• **TASK OBJECTIVE**
Copy out nothing but the lines from the one holding "This screenshot has" through the end of the entries below, exactly as written and without the pictures.

================

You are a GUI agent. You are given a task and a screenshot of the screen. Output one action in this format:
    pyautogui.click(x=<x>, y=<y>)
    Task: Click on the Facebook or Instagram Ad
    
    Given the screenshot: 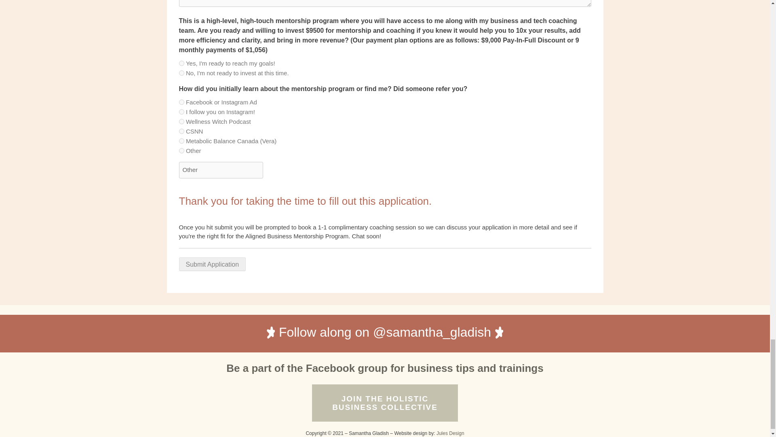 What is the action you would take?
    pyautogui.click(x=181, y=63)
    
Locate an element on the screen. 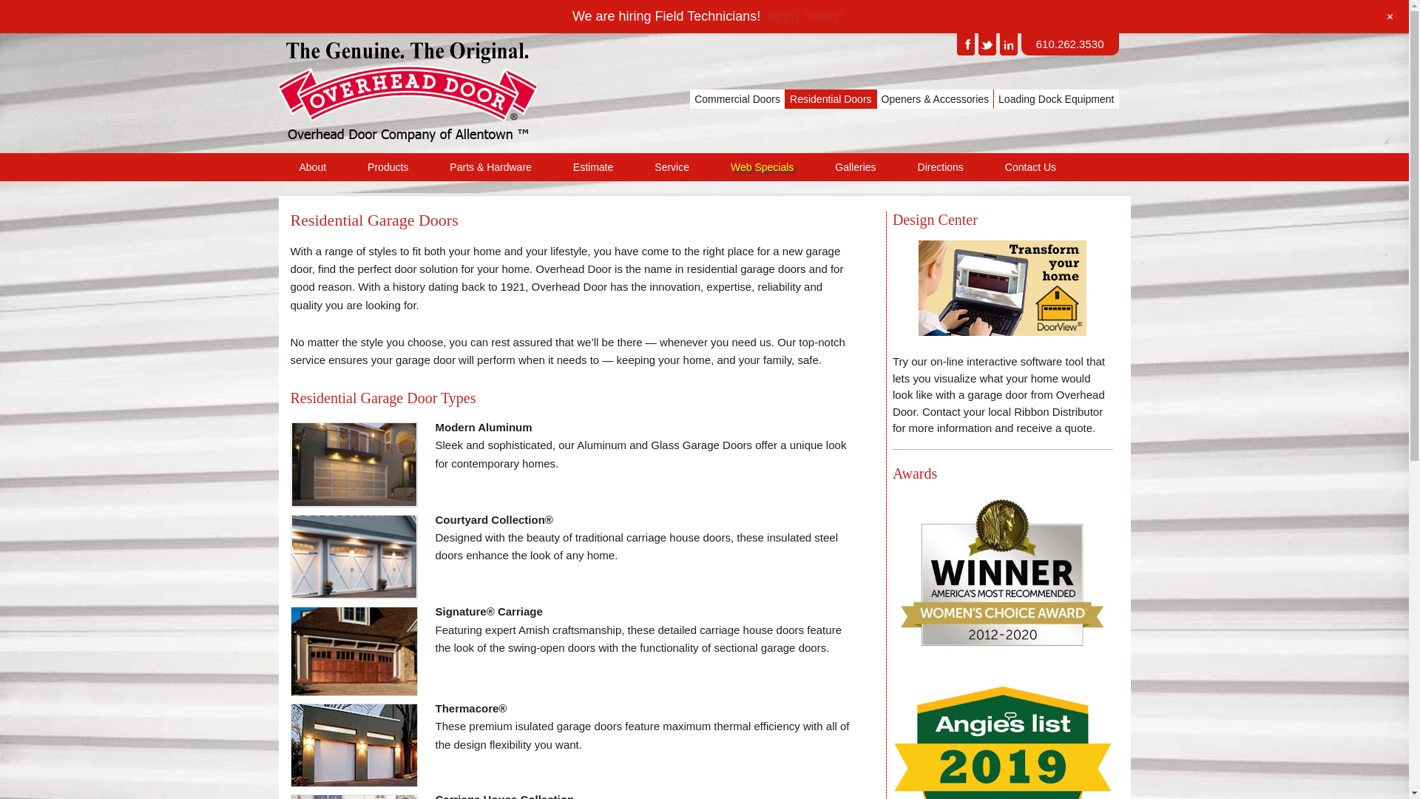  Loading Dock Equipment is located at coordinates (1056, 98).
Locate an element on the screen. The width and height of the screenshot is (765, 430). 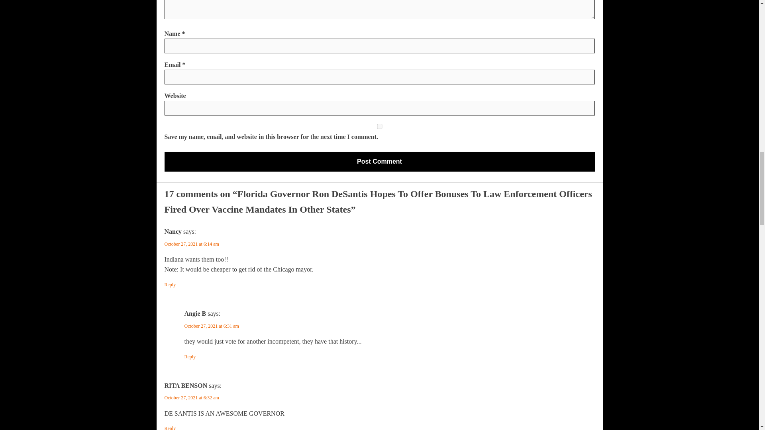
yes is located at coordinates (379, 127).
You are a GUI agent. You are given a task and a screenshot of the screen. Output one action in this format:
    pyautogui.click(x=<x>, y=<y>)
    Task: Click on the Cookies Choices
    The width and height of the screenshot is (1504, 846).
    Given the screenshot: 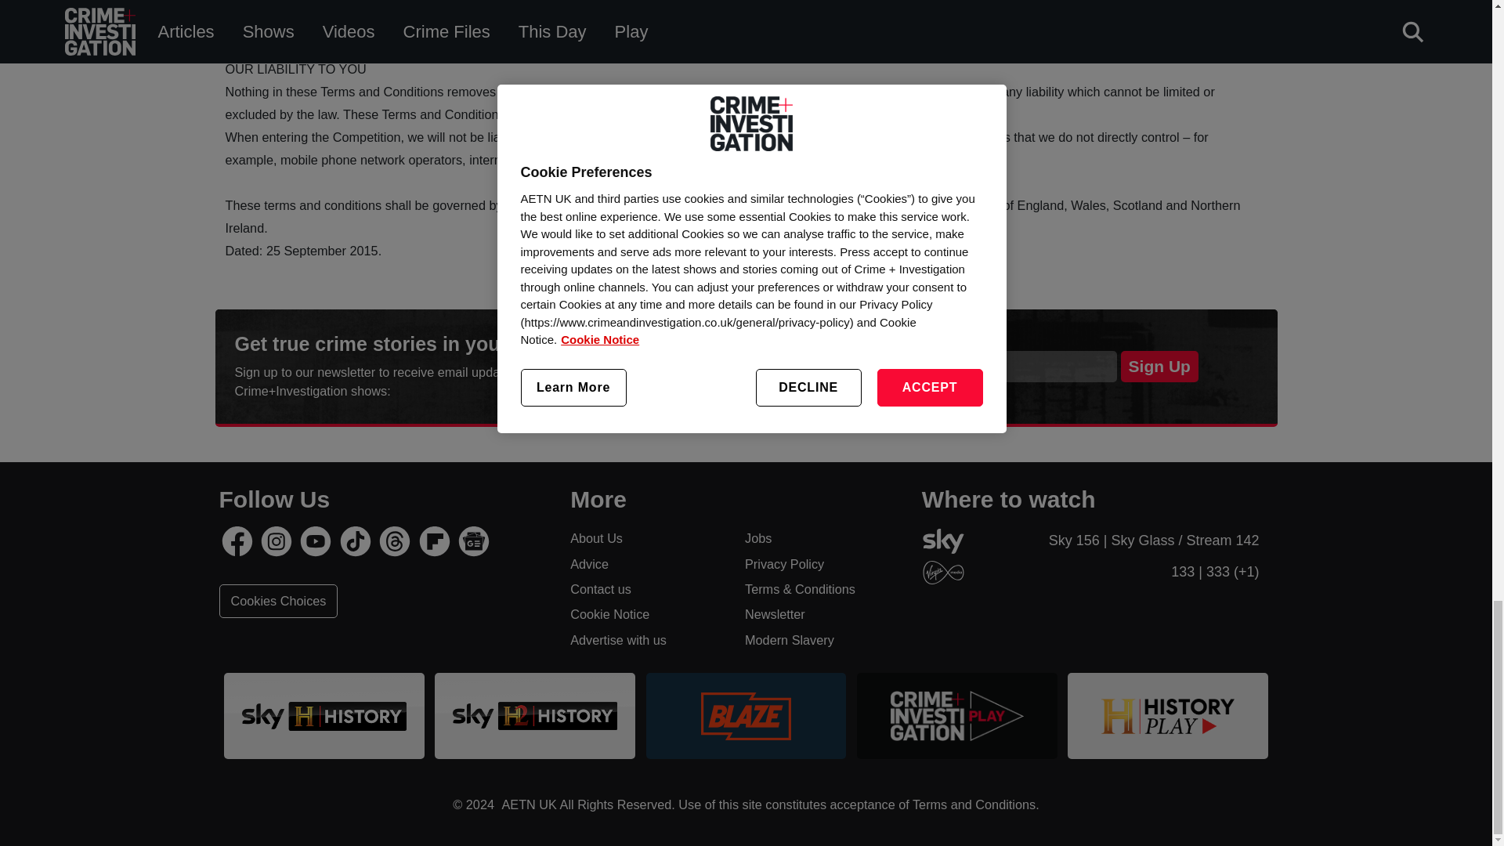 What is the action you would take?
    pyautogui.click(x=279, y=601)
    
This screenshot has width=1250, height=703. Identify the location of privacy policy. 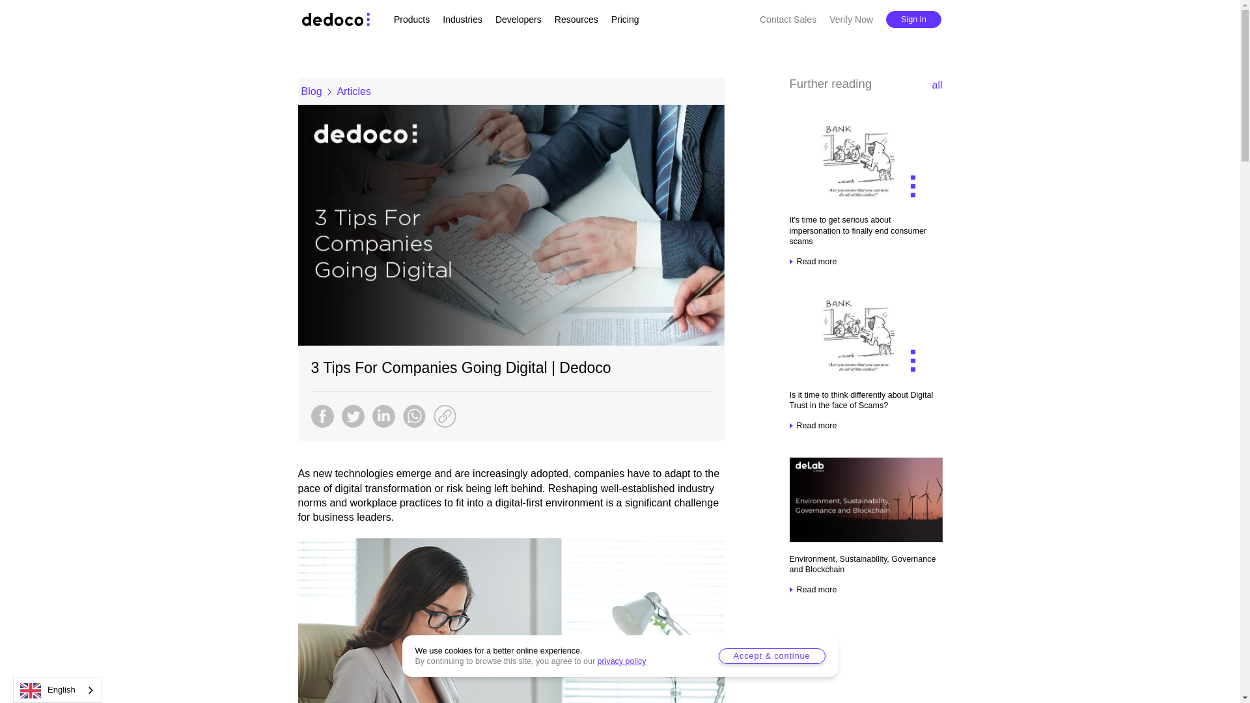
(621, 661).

================

• **RESULT**
This screenshot has width=1250, height=703. Identify the location of privacy policy. 
(621, 661).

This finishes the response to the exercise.